Uganda Focus
by Larry Jerden,
feelance photojourmalist

‘I promote the Bible
because it changed me’

KAMPALA, Uganda — Pastor Chrisestom Nsereko, Ministerial Director of the Seventh-day Adventist Church, is one of the most enthusiastic supporters of the Bible and the work of the Bible Society of Uganda. This, he says, is due to the profound impact the Bible had on his life.

Photo: Pastor Chrisestom Nsereko, Ministerial Director of the Seventh-day Adventist Church, says any minister who does not promote the Bible Society 'is a backslider'! Kampala, Uganda. Photo: UBS/Larry Jerden (UGA02DJ-153)
Pastor Chrisestom Nsereko, Ministerial Director of the Seventh-day Adventist Church, says any minister who does not promote the Bible Society 'is a backslider'! Kampala, Uganda. Photo: UBS/Larry Jerden (UGA02DJ-153)

“I promote the Bible because it changed me,” he declares. “It saved me – I could have been a drunk but it saved me from that and from many other vices. Because of it, I am free.”

Raised a Roman Catholic in a family with a Muslim heritage, Mr Nsereko became an Adventist in senior school when he was introduced to the Bible.

Such a big book!

“There was an Adventist who taught me the Bible,” he recalls. “He started teaching me from a pamphlet which contained Scripture and later showed me a whole Bible. I had no idea that it would be such a big book!”

That was 45 years ago and Mr Nsereko has since used the Bible to help other people change their lives. One of these was Bible Society General Secretary the Rev Henry Kalule.

“The Bible Society General Secretary was once my student when I was chaplain at Macerery University,” Mr Nsereko explains. “He was a Muslim, but through our Bible study and learning the truth of the Bible, he became a Christian. I motivated his interest in God’s Word.”

Mr Nsereko still reaches out to students with the Bible.
“When they come to the end of the semester and are facing their examinations, many students want to consult a witch doctor,” he says. “So I invite them to come to my house, I pray for them, and I open the Bible. They are often very ready to listen.”

Vibrant

Mr Nsereko also has a vibrant prison ministry. He tells the story of a minister of a former Ugandan government who was imprisoned and became a Christian through reading the Bible.

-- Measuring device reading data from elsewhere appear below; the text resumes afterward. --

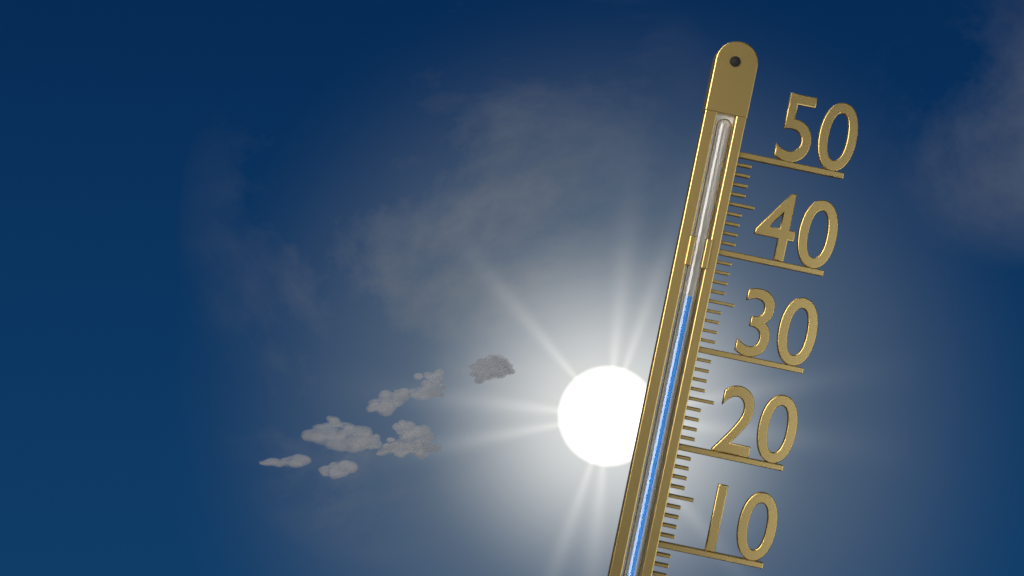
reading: 35 °C
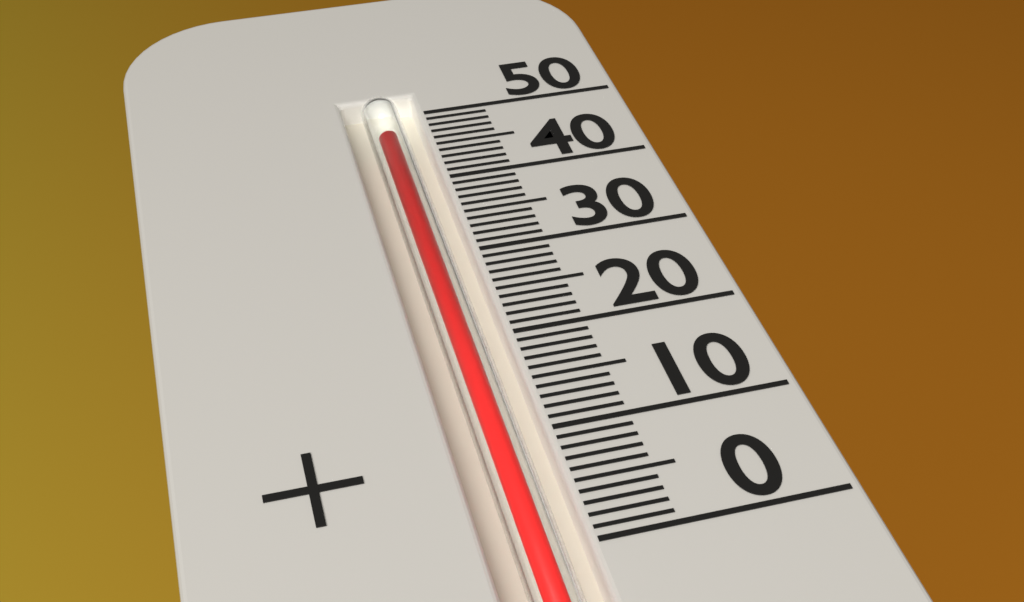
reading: 47 (no unit)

“He is out of prison now and has left the country,” he explains. “The Bible helped him to understand and change his own life.”

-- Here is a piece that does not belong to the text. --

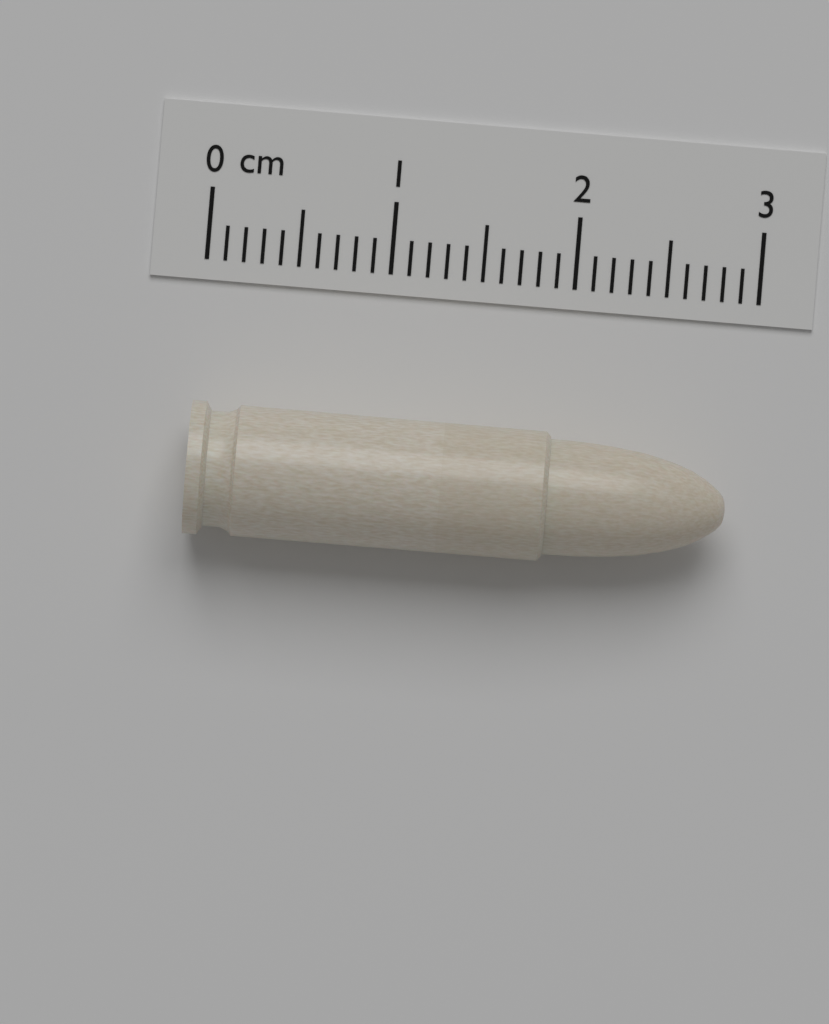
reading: 2.9 cm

Mr Nsereko also shared God’s Word with a former professor who was in prison.

Lecturer

“I gave him a copy of the Bible and we studied it together. He accepted Jesus and is out of prison and is soon to start work as a university lecturer.”

In his prison ministry, as well as in his ministry at large, Mr Nsereko, like other church leaders, has come face to face with a contradiction about Ugandan society – that while more than 80 per cent of the population claim to be Christian, crime and corruption are rife. He feels that a lack of emphasis on the Bible is at the heart of the problem.

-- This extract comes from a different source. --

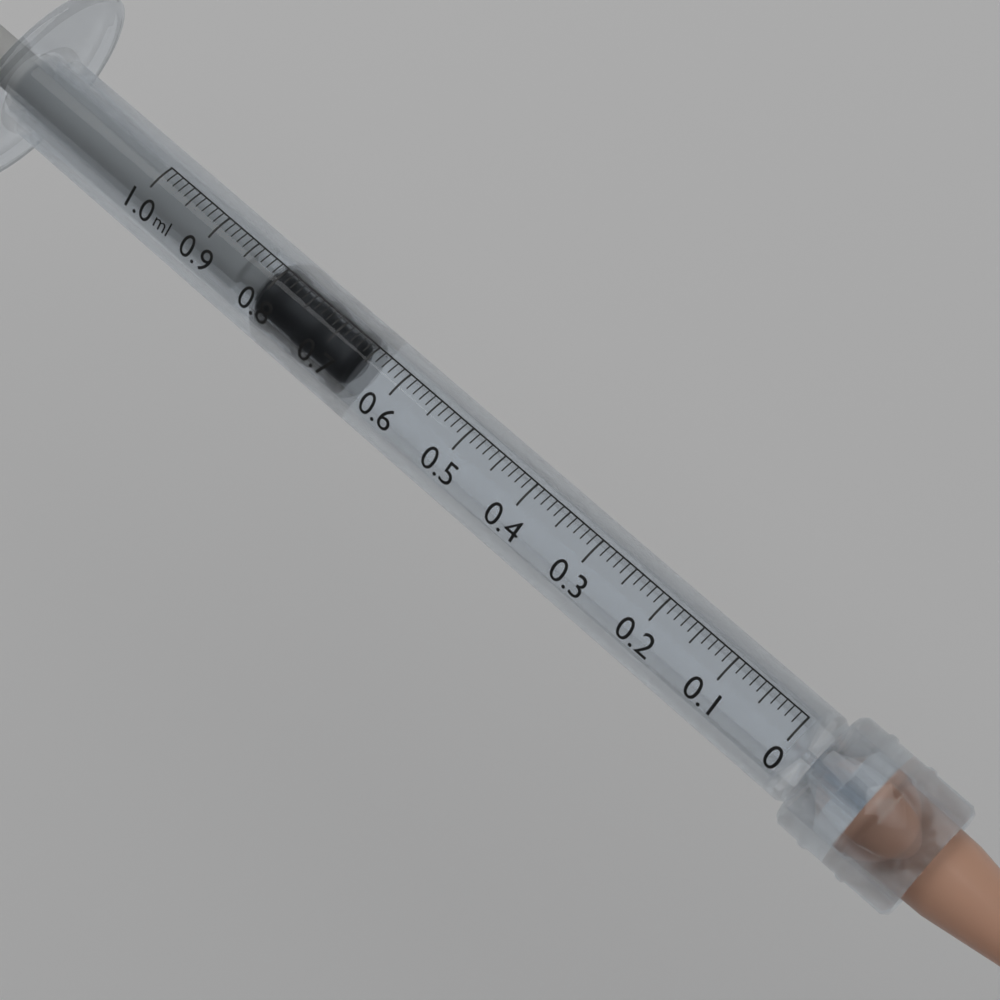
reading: 0.66 ml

“This should be a Christian country, because many more martyrs died for their faith here than any other country in Africa,” he declares. “But although there are many churches around not many people are reading their Bibles. If they did, things would be different.

“Some churches encourage their people to listen to the preaching, but they don’t encourage them to read their Bibles. So some pastors say things that are not in the Bible and the people trust them so they don’t check it for themselves.”

Solution

The veteran minister sees the Bible Society as being part of the solution to the problem, especially because it brings all of the churches together around the Scriptures.

“This new kind of ecumenism has been exciting,” he exclaims. “We enjoy coming here [to the Bible Society], praying together, distributing Bibles together, and sharing our problems. The Bible Society is made up of many people from different confessions who are centred on the Bible.”
Challenges remain, however, in supplying Bibles to a largely poor, rural population.

“In the city of Kampala, things appear better off but if you go out into the bush, people are still living in very poor thatched houses,” says Mr Nsereko. “Sometimes we don’t ask the people there to buy Bibles, because they do not have the money. So we can only give them away.”

He insists, however, that there is great hunger for God’s Word that needs to be met.

“Recently I was planning to drive around the country, distributing Bibles to hospitals and prisons to people who wanted them,” he explains. “I was only able to get 50 Bibles but I distributed all of these at the very first prison I visited! When I went back to that prison, people told me they were studying the Scriptures and that more were needed.”